I've sorted the columsn using
data = data.loc[:, data.min().sort_values().index]
This works. Now I just need to sort the values such that the index of the min value in the first column is row 0, then the min value of second column is row 1, and so on.
Example
import seaborn as sns
import pandas as pd
data = [[5,1,9],
[7,8,6],
[5,3,2]]
data = pd.DataFrame(data)
#sns.heatmap(data)
data = data.loc[:, data.min().sort_values().index]
#sns.heatmap(data) # Gives result in step 1
# Step1, Columsn sorted by min value, 1, 2, 5
data = [[1,9,5],
[8,6,7],
[3,2,5]]
data = pd.DataFrame(data)
#sns.heatmap(data)
# How do i perform step two, maintinaing column order.

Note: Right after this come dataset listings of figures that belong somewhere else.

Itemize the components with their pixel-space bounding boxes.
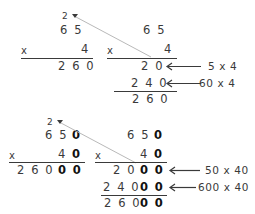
partial-product-2-label: 60 x 4 xyxy=(199,77,236,90)
partial-product-1-zeros: 0 0 xyxy=(140,164,164,177)
carry-digit: 2 xyxy=(62,10,68,23)
partial-product-1: 2 0 xyxy=(141,60,164,73)
multiplier: 4 xyxy=(58,148,67,161)
multiplier: 4 xyxy=(140,148,149,161)
multiplier: 4 xyxy=(164,43,173,56)
partial-product-1-label: 5 x 4 xyxy=(208,60,237,73)
partial-product-1-arrow-icon xyxy=(163,62,203,71)
partial-product-2-arrow-icon xyxy=(166,183,198,192)
partial-product-1-arrow-icon xyxy=(166,166,202,175)
multiplier-appended-zero: 0 xyxy=(154,148,163,161)
partial-product-1: 2 0 xyxy=(113,164,136,177)
carry-marker-triangle-icon xyxy=(57,120,63,124)
partial-product-2-label: 600 x 40 xyxy=(198,181,249,194)
multiplicand: 6 5 xyxy=(45,129,68,142)
worksheet-canvas: 2 6 5 x 4 2 6 0 6 5 x 4 2 0 5 x 4 2 4 0 … xyxy=(0,0,255,214)
multiplicand: 6 5 xyxy=(60,24,83,37)
multiply-operator: x xyxy=(9,149,16,162)
multiply-operator: x xyxy=(95,149,102,162)
product: 2 6 0 xyxy=(17,164,54,177)
multiply-operator: x xyxy=(107,44,114,57)
total-product: 2 6 0 xyxy=(132,93,169,106)
total-product-zeros: 0 0 xyxy=(140,197,164,210)
carry-marker-triangle-icon xyxy=(72,14,78,18)
multiplier-appended-zero: 0 xyxy=(72,148,81,161)
product: 2 6 0 xyxy=(58,60,95,73)
multiplier: 4 xyxy=(81,43,90,56)
partial-product-1-label: 50 x 40 xyxy=(205,164,249,177)
multiply-operator: x xyxy=(21,44,28,57)
product-appended-zeros: 0 0 xyxy=(58,164,82,177)
partial-product-2-zeros: 0 0 xyxy=(140,181,164,194)
multiplicand: 6 5 xyxy=(127,129,150,142)
partial-product-2: 2 4 0 xyxy=(103,181,140,194)
total-product: 2 6 0 xyxy=(104,197,141,210)
multiplicand: 6 5 xyxy=(143,24,166,37)
multiplicand-appended-zero: 0 xyxy=(72,129,81,142)
partial-product-2-arrow-icon xyxy=(163,79,203,88)
multiplicand-appended-zero: 0 xyxy=(154,129,163,142)
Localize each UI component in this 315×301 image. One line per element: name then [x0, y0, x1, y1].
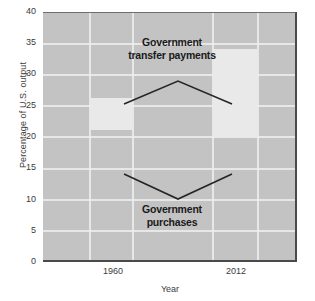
purchases-label-line1: Government: [108, 203, 236, 216]
x-axis-title: Year: [43, 284, 297, 294]
transfer-payments-line: [124, 81, 232, 104]
transfer-payments-label: Government transfer payments: [108, 36, 236, 62]
purchases-label-line2: purchases: [108, 216, 236, 229]
x-tick-2012: 2012: [213, 266, 259, 276]
chart-figure: Percentage of U.S. output 40 35 30 25 20…: [0, 0, 315, 301]
y-tick-30: 30: [8, 68, 36, 78]
x-tick-1960: 1960: [90, 266, 136, 276]
purchases-label: Government purchases: [108, 203, 236, 229]
transfer-payments-label-line2: transfer payments: [108, 49, 236, 62]
y-tick-25: 25: [8, 100, 36, 110]
y-tick-35: 35: [8, 37, 36, 47]
y-tick-15: 15: [8, 162, 36, 172]
y-tick-10: 10: [8, 194, 36, 204]
y-tick-40: 40: [8, 6, 36, 16]
transfer-payments-label-line1: Government: [108, 36, 236, 49]
y-tick-5: 5: [8, 225, 36, 235]
y-tick-0: 0: [8, 256, 36, 266]
purchases-line: [124, 174, 232, 199]
y-tick-20: 20: [8, 131, 36, 141]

# Step 2, Rows sorted by min value 1,2,7
data = [[1,9,5],
[3,2,5],
[8,6,7]]
data = pd.DataFrame(data)
sns.heatmap(data)
Is this possible in panda in a clever way?
Setup
data = pd.DataFrame([[5, 1, 9], [7, 8, 6], [5, 3, 2]])

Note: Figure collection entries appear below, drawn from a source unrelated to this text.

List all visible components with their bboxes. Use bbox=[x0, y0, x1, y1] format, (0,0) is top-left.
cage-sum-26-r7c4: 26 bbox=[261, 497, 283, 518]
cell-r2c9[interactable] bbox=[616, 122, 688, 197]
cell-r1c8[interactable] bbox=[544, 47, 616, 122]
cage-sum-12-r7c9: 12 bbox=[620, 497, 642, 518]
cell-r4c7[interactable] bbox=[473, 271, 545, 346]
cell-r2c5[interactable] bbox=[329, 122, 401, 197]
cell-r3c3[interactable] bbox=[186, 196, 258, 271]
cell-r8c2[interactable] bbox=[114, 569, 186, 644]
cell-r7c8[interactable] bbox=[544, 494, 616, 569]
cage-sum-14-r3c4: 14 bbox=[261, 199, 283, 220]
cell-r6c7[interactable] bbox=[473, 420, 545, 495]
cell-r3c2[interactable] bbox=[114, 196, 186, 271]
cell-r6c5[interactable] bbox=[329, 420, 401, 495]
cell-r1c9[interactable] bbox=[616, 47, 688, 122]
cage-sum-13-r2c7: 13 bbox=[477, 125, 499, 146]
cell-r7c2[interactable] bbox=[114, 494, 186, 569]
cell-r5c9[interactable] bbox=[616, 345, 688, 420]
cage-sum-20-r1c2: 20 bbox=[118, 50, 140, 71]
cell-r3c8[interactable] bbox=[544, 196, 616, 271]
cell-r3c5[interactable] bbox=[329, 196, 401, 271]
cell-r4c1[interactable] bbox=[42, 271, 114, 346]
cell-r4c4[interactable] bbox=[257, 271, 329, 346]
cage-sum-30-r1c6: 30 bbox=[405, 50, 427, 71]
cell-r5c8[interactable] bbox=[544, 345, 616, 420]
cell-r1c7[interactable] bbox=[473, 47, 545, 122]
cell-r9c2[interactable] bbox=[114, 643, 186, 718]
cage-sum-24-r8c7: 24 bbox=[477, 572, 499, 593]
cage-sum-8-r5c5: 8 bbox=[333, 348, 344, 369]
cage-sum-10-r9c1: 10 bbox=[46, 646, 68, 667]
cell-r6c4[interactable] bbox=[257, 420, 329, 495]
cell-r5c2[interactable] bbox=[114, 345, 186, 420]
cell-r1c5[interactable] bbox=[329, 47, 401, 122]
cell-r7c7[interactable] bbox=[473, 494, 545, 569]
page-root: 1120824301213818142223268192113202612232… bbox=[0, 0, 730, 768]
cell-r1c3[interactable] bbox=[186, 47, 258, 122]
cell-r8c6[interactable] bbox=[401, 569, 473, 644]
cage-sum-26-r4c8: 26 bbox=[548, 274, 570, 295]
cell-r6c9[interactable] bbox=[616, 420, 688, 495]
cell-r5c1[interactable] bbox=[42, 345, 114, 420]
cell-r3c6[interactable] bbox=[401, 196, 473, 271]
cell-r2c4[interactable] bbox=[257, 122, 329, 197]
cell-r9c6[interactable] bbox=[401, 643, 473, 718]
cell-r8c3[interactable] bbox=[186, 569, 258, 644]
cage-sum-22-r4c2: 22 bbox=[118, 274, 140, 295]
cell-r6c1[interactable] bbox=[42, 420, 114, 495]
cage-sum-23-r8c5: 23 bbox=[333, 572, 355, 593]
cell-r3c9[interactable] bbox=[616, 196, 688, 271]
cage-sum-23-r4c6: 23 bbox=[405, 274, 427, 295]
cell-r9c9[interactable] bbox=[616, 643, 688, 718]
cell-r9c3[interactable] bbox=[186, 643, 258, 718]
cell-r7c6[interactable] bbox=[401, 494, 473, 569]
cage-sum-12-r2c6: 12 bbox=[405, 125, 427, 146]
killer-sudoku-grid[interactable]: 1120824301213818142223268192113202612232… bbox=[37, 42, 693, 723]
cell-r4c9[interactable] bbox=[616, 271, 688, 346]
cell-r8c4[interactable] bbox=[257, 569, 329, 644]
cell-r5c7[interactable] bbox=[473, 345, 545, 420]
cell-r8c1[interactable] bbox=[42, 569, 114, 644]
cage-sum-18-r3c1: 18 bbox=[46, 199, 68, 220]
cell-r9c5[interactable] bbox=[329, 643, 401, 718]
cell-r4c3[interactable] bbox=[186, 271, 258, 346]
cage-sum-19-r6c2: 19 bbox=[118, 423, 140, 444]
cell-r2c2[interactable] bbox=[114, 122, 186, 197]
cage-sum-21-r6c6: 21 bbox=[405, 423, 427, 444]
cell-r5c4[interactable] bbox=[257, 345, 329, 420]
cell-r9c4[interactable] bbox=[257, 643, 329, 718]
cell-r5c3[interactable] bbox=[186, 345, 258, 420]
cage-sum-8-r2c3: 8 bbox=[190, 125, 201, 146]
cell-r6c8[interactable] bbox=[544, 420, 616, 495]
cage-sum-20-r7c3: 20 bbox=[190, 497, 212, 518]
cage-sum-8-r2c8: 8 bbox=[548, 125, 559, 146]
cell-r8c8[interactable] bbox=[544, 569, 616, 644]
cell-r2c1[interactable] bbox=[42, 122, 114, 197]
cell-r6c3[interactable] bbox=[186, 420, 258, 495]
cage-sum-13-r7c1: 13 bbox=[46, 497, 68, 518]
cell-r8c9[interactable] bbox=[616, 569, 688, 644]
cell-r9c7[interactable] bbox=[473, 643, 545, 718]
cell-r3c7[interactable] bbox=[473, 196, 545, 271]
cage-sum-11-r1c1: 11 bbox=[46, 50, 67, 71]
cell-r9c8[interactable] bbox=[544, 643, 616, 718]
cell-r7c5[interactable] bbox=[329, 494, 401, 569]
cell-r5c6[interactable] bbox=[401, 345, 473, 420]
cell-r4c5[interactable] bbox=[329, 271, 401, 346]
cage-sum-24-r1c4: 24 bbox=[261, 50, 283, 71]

You can accomplish this by using argsort of the diagonal elements of your sorted DataFrame, then indexing the DataFrame using these values.
Step 1
Use your initial sort:
data = data.loc[:, data.min().sort_values().index]
1 2 0
0 1 9 5
1 8 6 7
2 3 2 5
Step 2
Use np.argsort with np.diag:
data.iloc[np.argsort(np.diag(data))]
1 2 0
0 1 9 5
2 3 2 5
1 8 6 7
I'm not quite sure, but you've already done the following to sort column
data = data.loc[:, data.min().sort_values().index]
the same trick could also be applied to sort row
data = data.loc[data.min(axis=1).sort_values().index, :]

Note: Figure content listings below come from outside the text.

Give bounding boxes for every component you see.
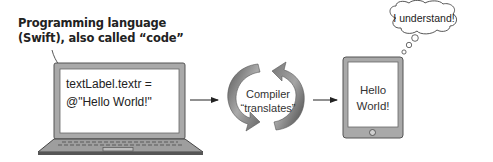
- thought-bubble-text: I understand!: [392, 12, 456, 24]
- callout-line-1: Programming language: [18, 16, 184, 31]
- tablet-screen-text: Hello World!: [343, 82, 403, 114]
- tablet-line-1: Hello: [343, 82, 403, 98]
- laptop-screen-code: textLabel.textr = @"Hello World!": [66, 75, 152, 111]
- compiler-line-1: Compiler: [236, 87, 300, 101]
- compiler-line-2: “translates”: [236, 101, 300, 115]
- code-line-1: textLabel.textr =: [66, 75, 152, 93]
- callout-label: Programming language (Swift), also calle…: [18, 16, 184, 46]
- code-line-2: @"Hello World!": [66, 93, 152, 111]
- thought-bubble: [390, 0, 457, 54]
- tablet-line-2: World!: [343, 98, 403, 114]
- callout-line-2: (Swift), also called “code”: [18, 31, 184, 46]
- compiler-label: Compiler “translates”: [236, 87, 300, 115]
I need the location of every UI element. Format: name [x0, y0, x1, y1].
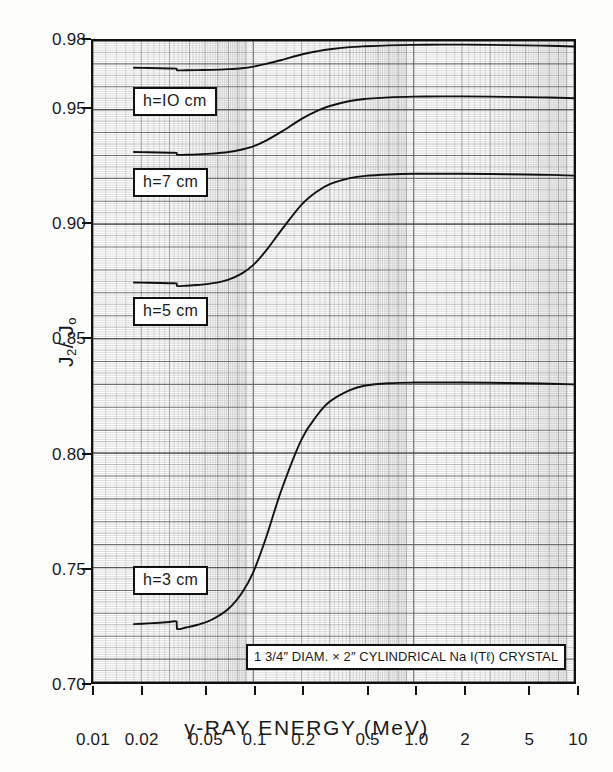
curve-label-h3cm: h=3 cm: [133, 566, 208, 595]
x-tick-mark: [141, 686, 143, 695]
x-tick-mark: [528, 686, 530, 695]
crystal-annotation: 1 3/4″ DIAM. × 2″ CYLINDRICAL Na I(Tℓ) C…: [246, 644, 566, 670]
y-tick-label: 0.95: [16, 100, 86, 117]
y-tick-mark: [82, 107, 91, 109]
x-axis-title: γ-RAY ENERGY (MeV): [0, 716, 613, 740]
curve-label-h7cm: h=7 cm: [133, 168, 208, 197]
y-tick-mark: [82, 683, 91, 685]
x-tick-mark: [415, 686, 417, 695]
y-tick-mark: [82, 38, 91, 40]
x-tick-mark: [205, 686, 207, 695]
crystal-annotation-text: 1 3/4″ DIAM. × 2″ CYLINDRICAL Na I(Tℓ) C…: [254, 649, 558, 664]
x-tick-mark: [254, 686, 256, 695]
y-tick-mark: [82, 568, 91, 570]
y-tick-label: 0.80: [16, 445, 86, 462]
curve-h10cm: [134, 45, 574, 71]
y-tick-label: 0.75: [16, 560, 86, 577]
x-tick-mark: [577, 686, 579, 695]
y-tick-label: 0.90: [16, 215, 86, 232]
y-tick-mark: [82, 453, 91, 455]
y-tick-label: 0.70: [16, 676, 86, 693]
x-tick-mark: [92, 686, 94, 695]
x-tick-mark: [367, 686, 369, 695]
curve-label-h5cm: h=5 cm: [133, 297, 208, 326]
y-tick-mark: [82, 222, 91, 224]
x-tick-mark: [464, 686, 466, 695]
y-tick-mark: [82, 337, 91, 339]
curve-label-hiocm: h=IO cm: [133, 87, 217, 116]
x-tick-mark: [302, 686, 304, 695]
y-tick-label: 0.85: [16, 330, 86, 347]
y-tick-label: 0.98: [16, 31, 86, 48]
figure-root: J2/ Jo 0.980.950.900.850.800.750.70 0.01…: [0, 0, 613, 772]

To move some values around so that the min value within each column is placed along the diagonal you could try something like this:
for i in range(len(data)):
min_index = data.iloc[:, i].idxmin()
if data.iloc[i,i] != data.iloc[min_index, i]:
data.iloc[i,i], data.iloc[min_index,i] = data.iloc[min_index, i], data.iloc[i,i]
Basically just swap the min with the diagonal.

How do I reverse the first four elements of the 1st axis and reversing the 2nd axis of a numpy array in a single operation?

I have a numpy array M of shape (n, 1000, 6). This can be thought of as n matrices with 1000 rows and 6 columns. For each matrix I would like to reverse the order of the rows (i.e. the top row is now at the bottom and vice versa) and then reverse the order of just the first 4 columns (so column 0 is now column 3, column 1 is column 2, column 2 is column 1 and column 3 is column 0 but column 4 is still column 4 and column 5 is still column 5). I would like to do this in a single operation, without doing indexing on the left side of the expression, so this would not be acceptable:
M[:,0:4,:] = M[:,0:4,:][:,::-1,:]
M[:,:,:] = M[:,:,::-1]
The operation needs to be achieveable using Keras backend which disallowes this. It must be of the form
M = M[indexing here that solves the task]
If I wanted to reverse the order of all the columns instead of just the first 4 this could easily be achieved with M = M[:,::-1,::-1] so I've being trying to modify this to achieve my goal but unfortunately can't work out how. Is this even possible?